Tag: successful companies

  • How to Succeed and Grow through a Slow Economy

    Are your company leaders keeping an eye on the traffic patterns in the economy? Are they doing what most companies do during a down economy? Does your company have a culture of innovation?

    It doesn’t matter if your company has 10,000 employees or you are self-employed, the economy affects us all. How we react to it and lead our companies through it will determine our success or failure over time. Here are some things that successful companies do to succeed and grow through a slowed down economy:

    1. Don’t be afraid to change the company or it’s core products. I’m not talking about changing the dress code during the summer time or preventing overtime, I’m talking about examples like Scott Paper becoming a consumer products company rather than a paper mill or General Motors becoming a transportation company instead of a vehicle manufacturer. Listen to what your customers are asking of you.
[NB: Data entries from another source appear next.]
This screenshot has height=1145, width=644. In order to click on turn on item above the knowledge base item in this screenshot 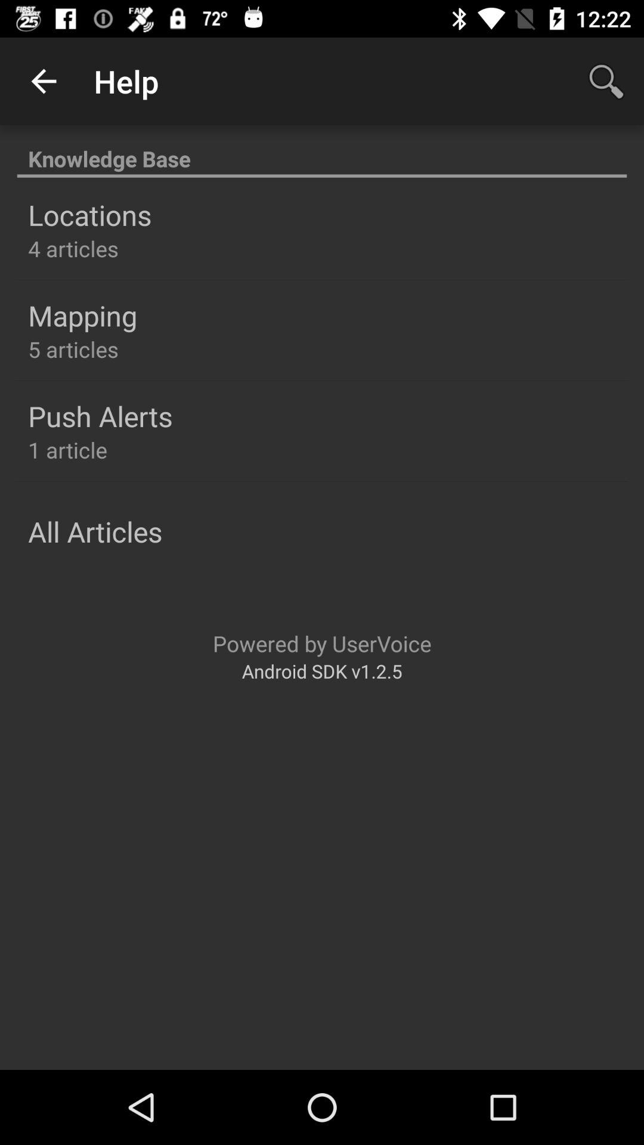, I will do `click(44, 81)`.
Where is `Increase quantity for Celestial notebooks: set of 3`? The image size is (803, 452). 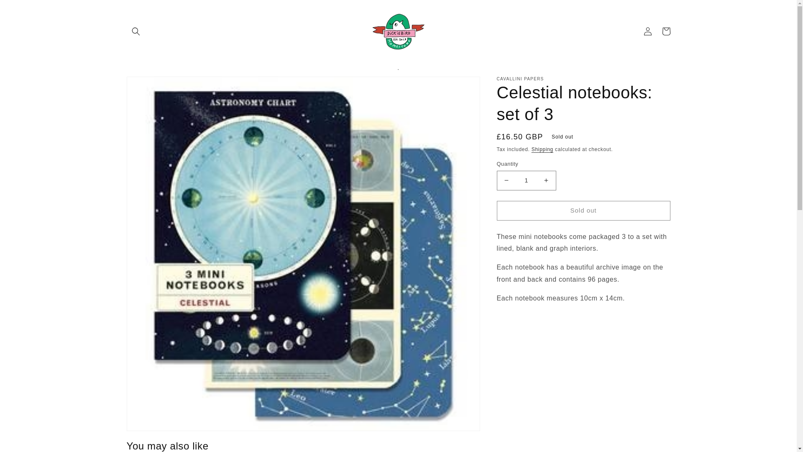 Increase quantity for Celestial notebooks: set of 3 is located at coordinates (546, 180).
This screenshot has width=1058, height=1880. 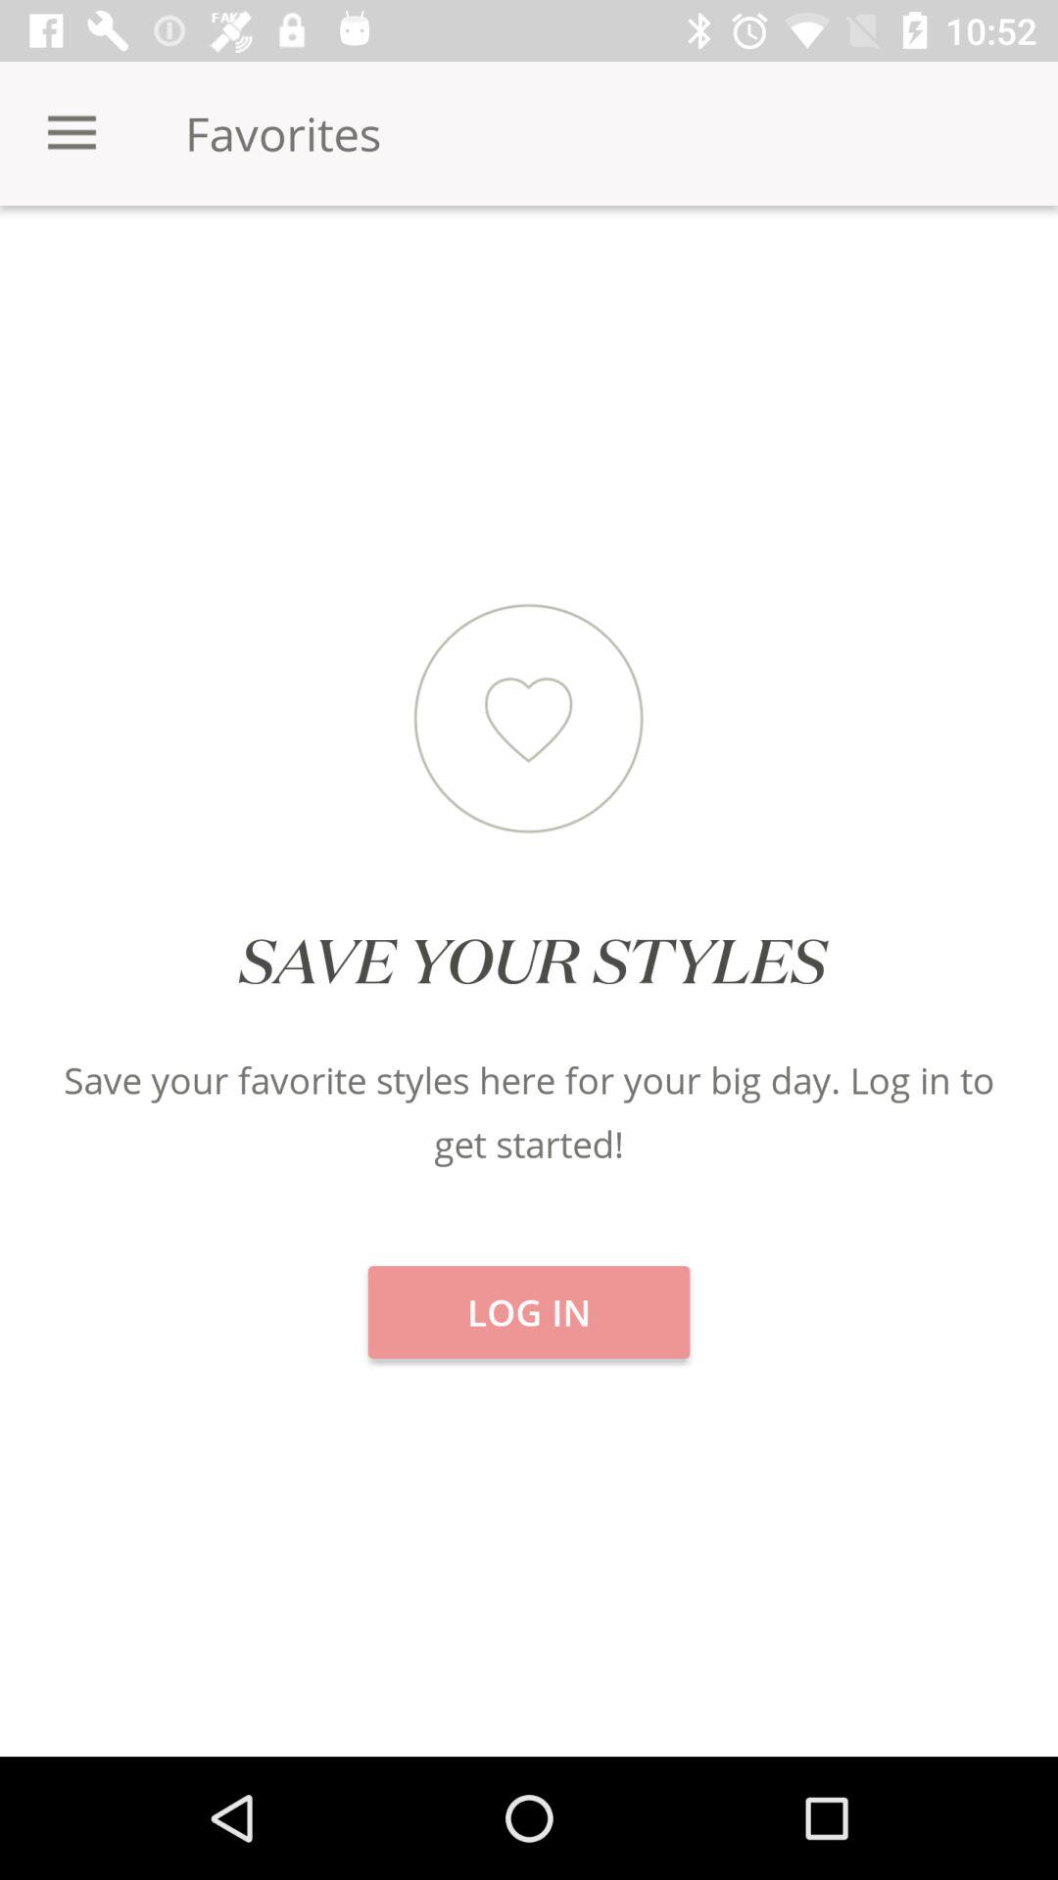 I want to click on open the item above the hello, so click(x=881, y=274).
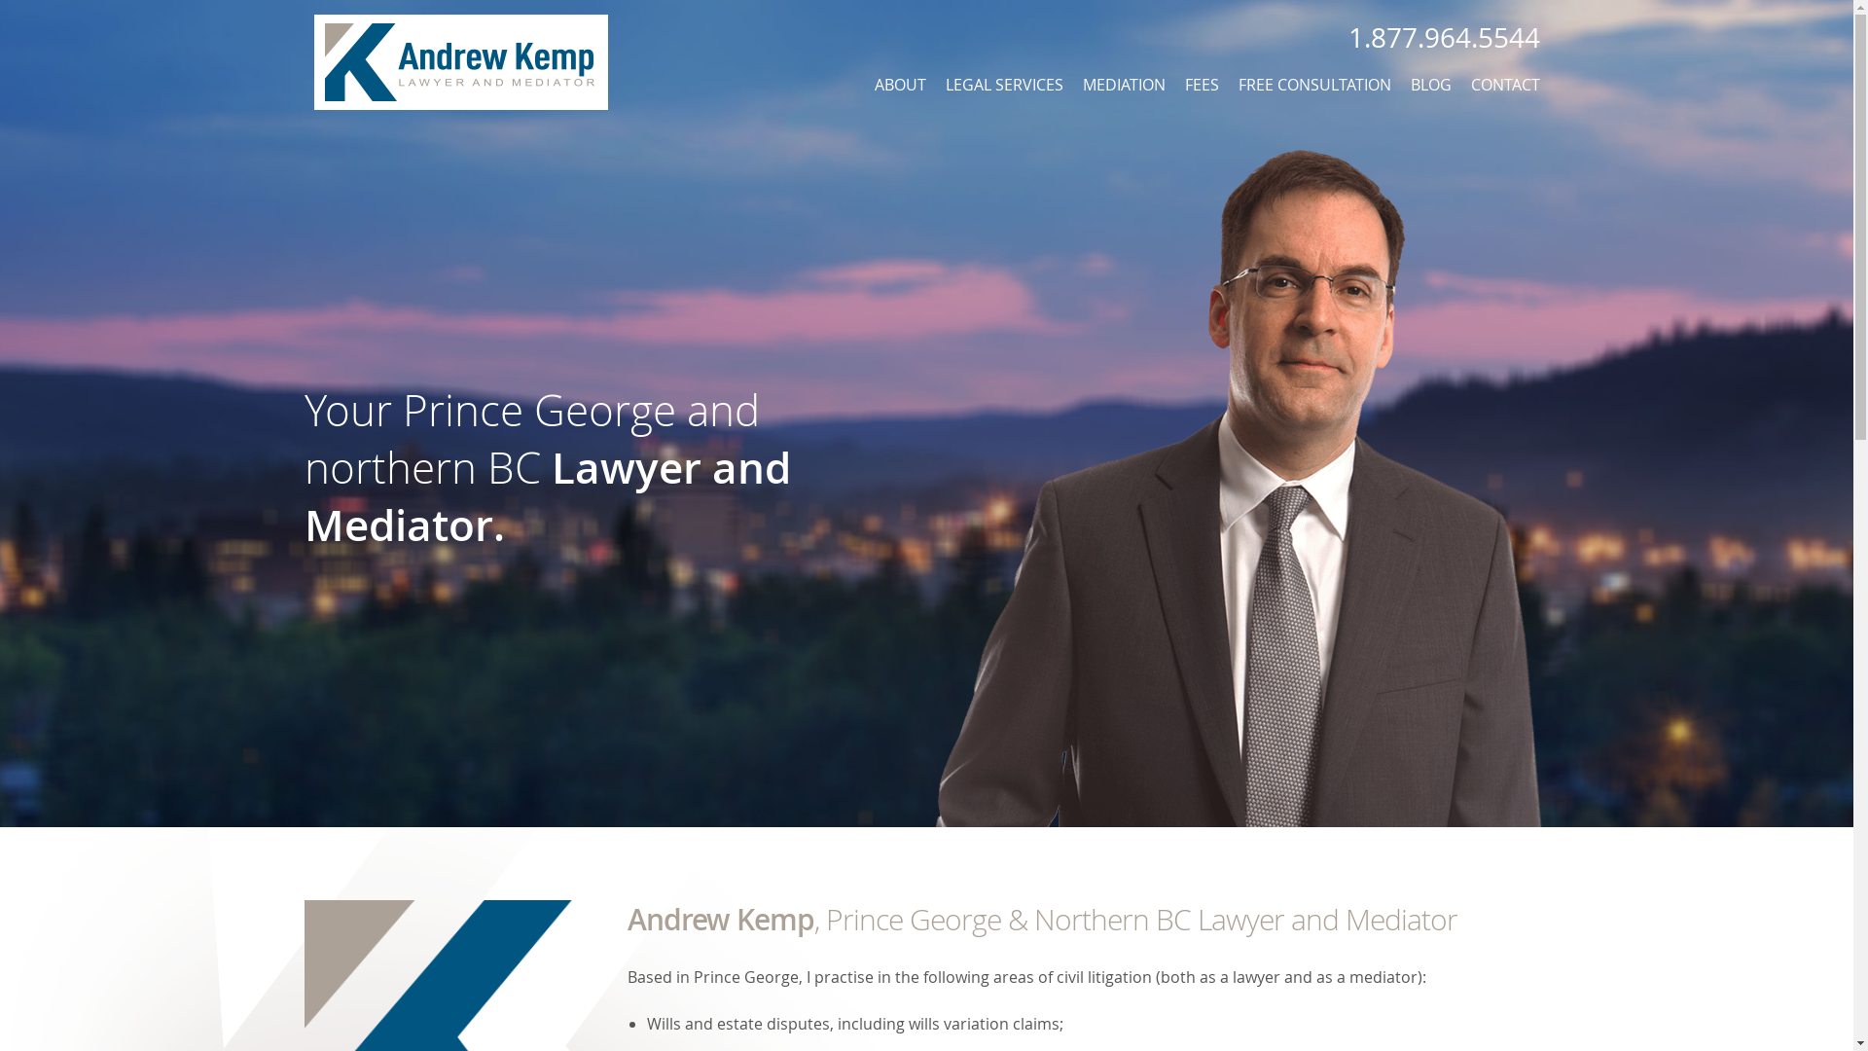 Image resolution: width=1868 pixels, height=1051 pixels. I want to click on ABOUT, so click(899, 85).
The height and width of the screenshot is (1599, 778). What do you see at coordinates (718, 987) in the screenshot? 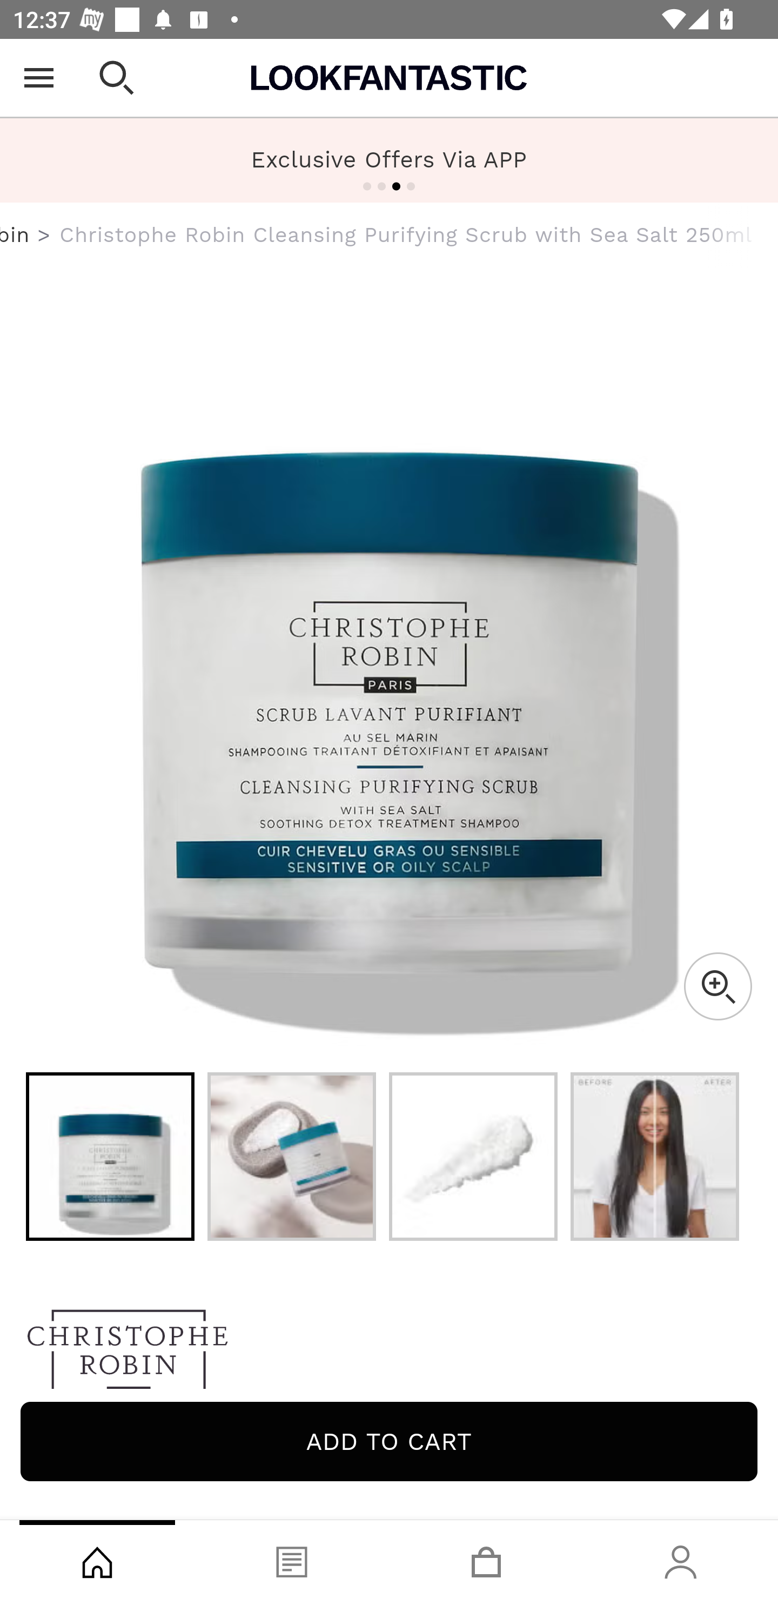
I see `Zoom` at bounding box center [718, 987].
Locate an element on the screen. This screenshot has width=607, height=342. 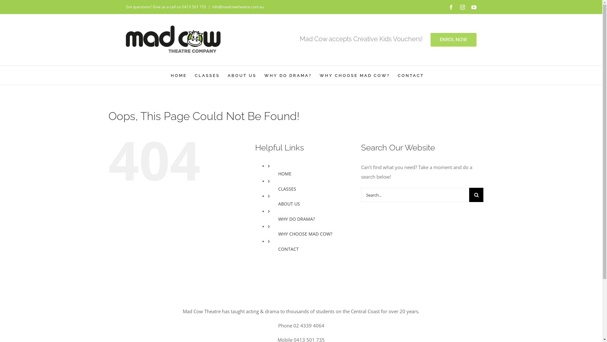
WHY DO DRAMA? is located at coordinates (288, 75).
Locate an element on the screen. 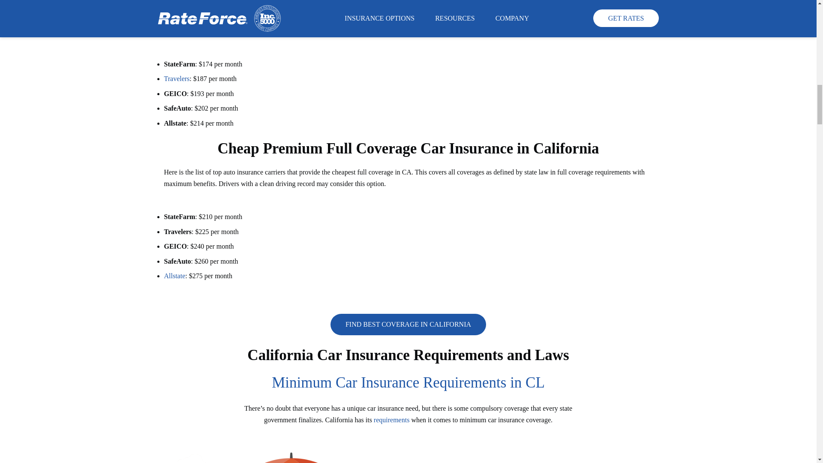 This screenshot has height=463, width=823. Allstate is located at coordinates (174, 276).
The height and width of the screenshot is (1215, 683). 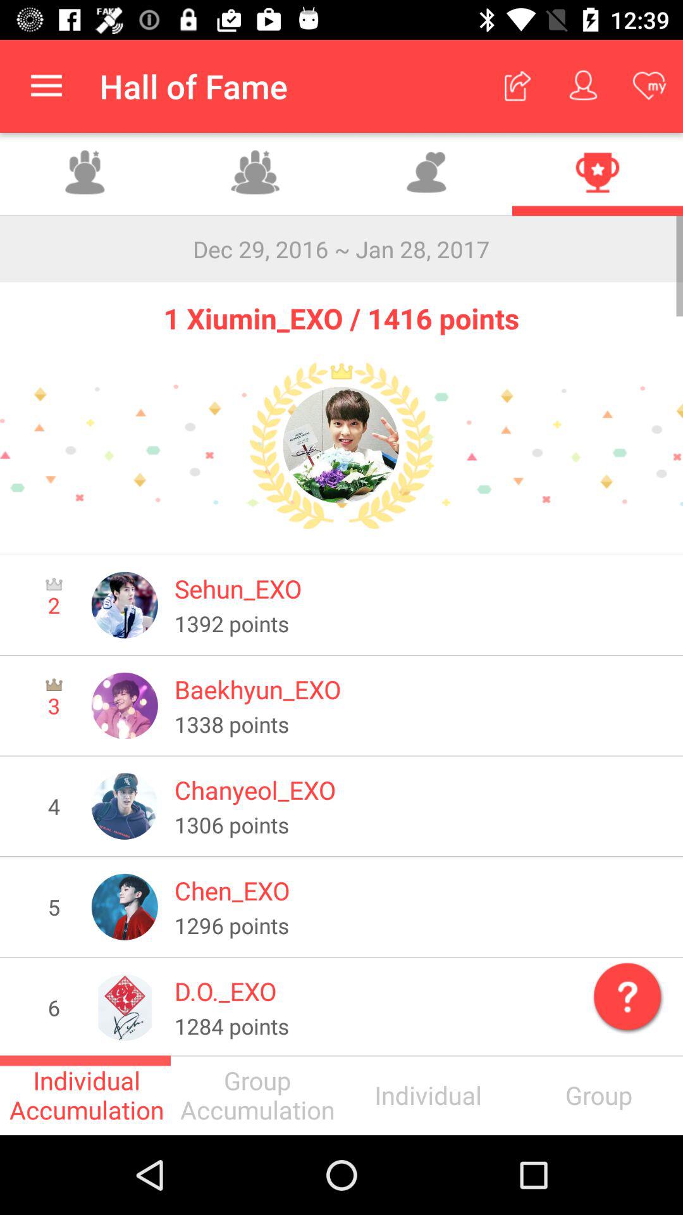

Mine your customer service data banks and don’t assume that what has worked for the last hundred years will work for the next ten.

    2. Create a culture of innovation and creativity. Leadership needs to be the most innovative and creative at all. It’s time to go back to what you learned in Kindergarten and stop being afraid to fail. Don’t kill the messengers. Reward those who speak up with new ideas even if they are bad. Things will beget similar things and ideas will beget new ideas. This is the essence of brainstorming, but glacial drift of a company’s mentality has a way of leveling off those who are non-conforming. Instead of being a hive of solidarity, consider being a greenhouse for growth.

    3. Keep an eye on the future, not just the next payroll. Companies can be pac-managers too, knee-jerk reacting to any wave or fluctuation in the economy as it comes, but a macro view of the economy, realizing that precisely because it is a wave, what goes down, must come up, decisions need to be made about the future, not just the short term. This doesn’t mean staffing for an eventual, but currently non-existent work load, but being more fluid in the utilization of human capital and creating ‘pressure valve’ positions and opportunities for adaptable workers and ways to recognize and insulate top performers.

    If your interested in economics, you might also check out my post on Ex Forex about Vibration Economics.